A knight’s power is consistent, reliable, and sustainable. Steel, horse, training, comrades. A magus however burns like the brightest candle, unstable and hungry, easy to snuff if pushed too far. Drink too deeply from the well. Stare too long into the abyss. There is always a price for borrowed power.

But this power should not manifest in its 3.X interpretation. 300 splatbooks filled with endless spell permutations do not solve the “ordering from a menu” problem. In my view, magic should be open-ended and versatile, with the system designed to robustly allow for any possibility while avoiding the pitfalls of table slowdown.


Runic & Combinatory Magic

I’ll keep the explanation of REDCASTLE’s magic short and sweet.

In REDCASTLE, mages craft spells ahead of time and then bring them to the table ready to use.
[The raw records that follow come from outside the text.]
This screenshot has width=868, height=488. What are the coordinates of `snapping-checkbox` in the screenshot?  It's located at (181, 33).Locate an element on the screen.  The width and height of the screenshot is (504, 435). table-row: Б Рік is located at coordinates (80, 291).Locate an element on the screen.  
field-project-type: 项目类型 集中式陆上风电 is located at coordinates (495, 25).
The heavy lifting happens between sessions as part of character advancement; I use a spellbuilding assistant I wrote to offload the arithmetic and let players experiment freely.

A spell is assembled from thirteen slots, grouped into these categories:

  • Base Runes: the substance of the spell (what it is)
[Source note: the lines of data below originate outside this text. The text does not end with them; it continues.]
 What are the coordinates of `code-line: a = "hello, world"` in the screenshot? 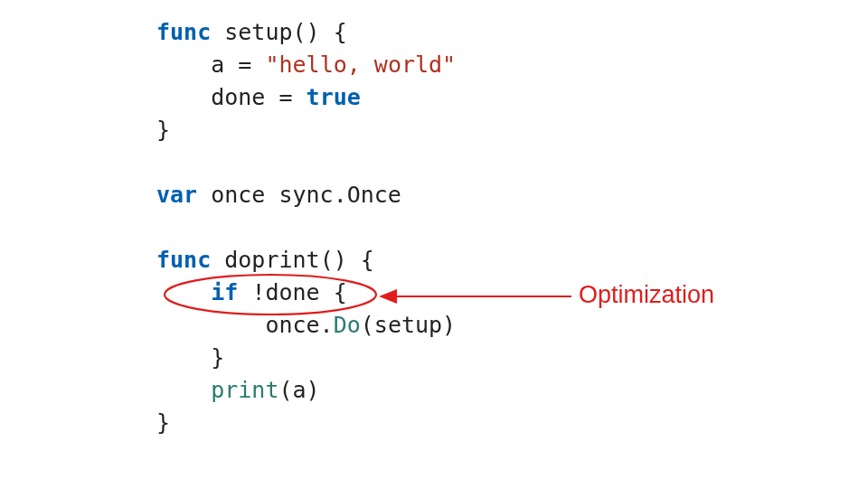 It's located at (306, 65).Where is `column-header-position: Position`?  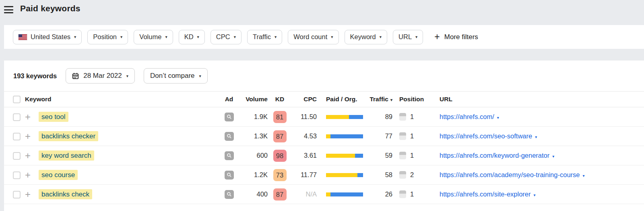
column-header-position: Position is located at coordinates (411, 99).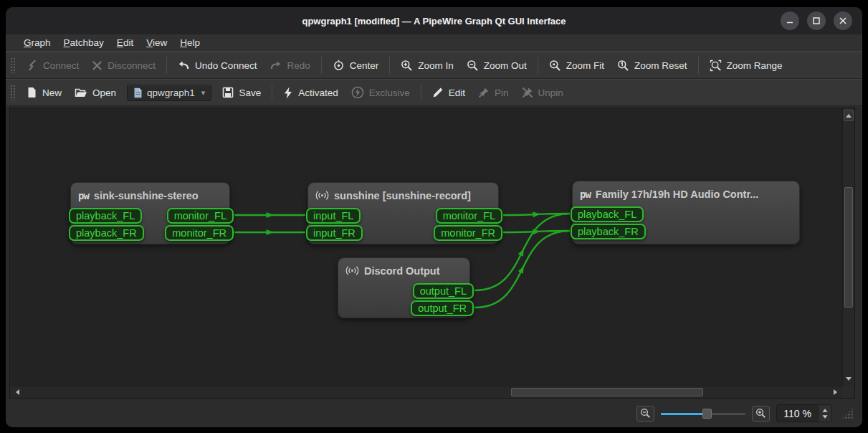 This screenshot has width=868, height=433. Describe the element at coordinates (449, 92) in the screenshot. I see `edit-toggle: Edit` at that location.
  • Vector Rune: how it travels (the mode of conveyance)

  • Catalyst Rune: the tint that supercharges the working (what it’s charged with)

  • Function Runes: what it actually does (create, shape, bind, destroy, etc.)
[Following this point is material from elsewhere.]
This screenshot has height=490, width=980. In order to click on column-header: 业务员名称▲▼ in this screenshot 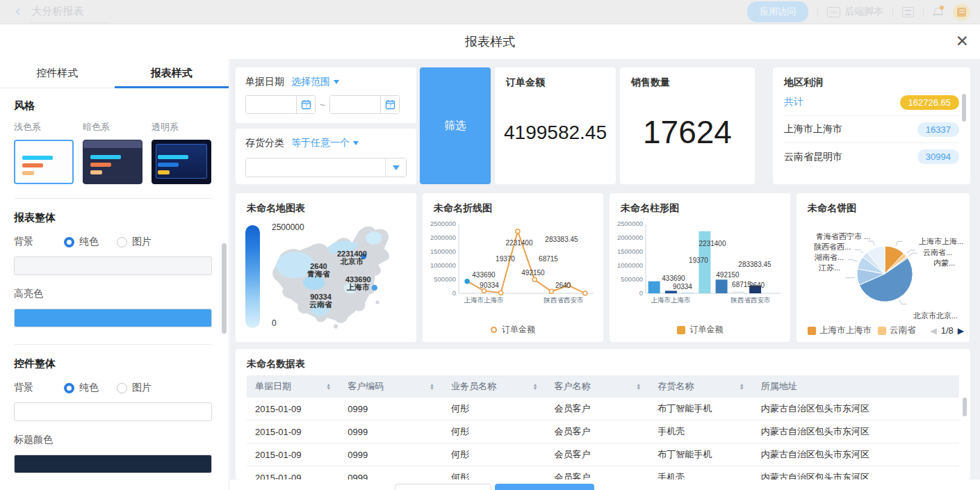, I will do `click(495, 386)`.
  • Modifier Runes: refinements (stabilize, invigorate, extend duration, increase range, and so on)

  • Patron Rune: a permanent influence for mages that have sworn themselves to a pact with a greater being (a second, non-optional catalyst)

REDCASTLE recognizes eight fundamental domains, each represented by an Origin Rune:

The four elemental domains: Gaias (Earth), Firos (Fire), Aeron (Wind), and Aquina (Water).

The four heretical domains: Solar (Order), Lunos (Chaos), Vim (Life), and Terminus (Death).

When invoked during spellcrafting, an Origin Rune manifests its aspect and provides the spell’s raw domain.

Two origin runes can be combined in the Base slots to form a Product Rune - a more specialized domain. For example, Aquina + Vim = Sanguinus, the domain of blood and the fluids that carry life on their currents.

A mage can craft with a single Origin Rune for a pure effect, or invoke a Product Rune for something sharper and stranger.

From there:

  • The Vector Rune defines the mode of transmission (range, conveyance, & delivery) using either an Origin Rune or a Product Rune

  • The Catalyst Rune adds a supercharged tint and increases the potence of your spell, drawn from any Origin Rune.

  • Function Runes define the action of the spell and can be combined; for example, Genesis creates the Base element, and Bolt manipulates it as a projectile.

  • Modifier Runes add smaller refinements. Stabilizing the working, invigorating the potence, extending the duration, broadening the range, and many other tweaks.

  • Finally, the Patron Rune is granted only to mages that have sworn themselves in pact to a greater being. In exchange for this pact, the Patron’s domain becomes a non-optional influence on every spell you cast, effectively serving as a second Catalyst Rune.

This system is combinatory at its core. With thirteen slots, almost any spell is craftable, and with ease. The spellbuilder lets players test combinations and arrive at workable results in minutes, and spellcrafting happens outside of play - allowing for the best of both worlds.

If a mage finds themselves unprepared and needs to conjure an effect on the spot, we call this Freecasting. Freecasting is very limited and has steep cost, but allows the mage to manipulate one Origin Rune, one Function Rune, and one Modifier Rune on the fly. It is designed to allow for impromptu magic while reserving the truly powerful spell effects for advanced preparation.

Final Notes

I was inspired by things like Ars Magicka, Noita, and Mage: the Ascension in writing this system. I wanted to design something that was fun, flexible, and most importantly: playable. If it sounds complex - it is much simpler than meets the eye here in my Nightly Rain. The Spellbuilder will be released alongside the REDCASTLE Setting Module, and you may then be the judge.

We’ll talk more about magic another night. For now - this has been your Nightly Rain.

Next Nightly Rain: Vampirism in REDCASTLE, the pitfalls of immortal antagonists, and how to avoid VTM-isms in your writing.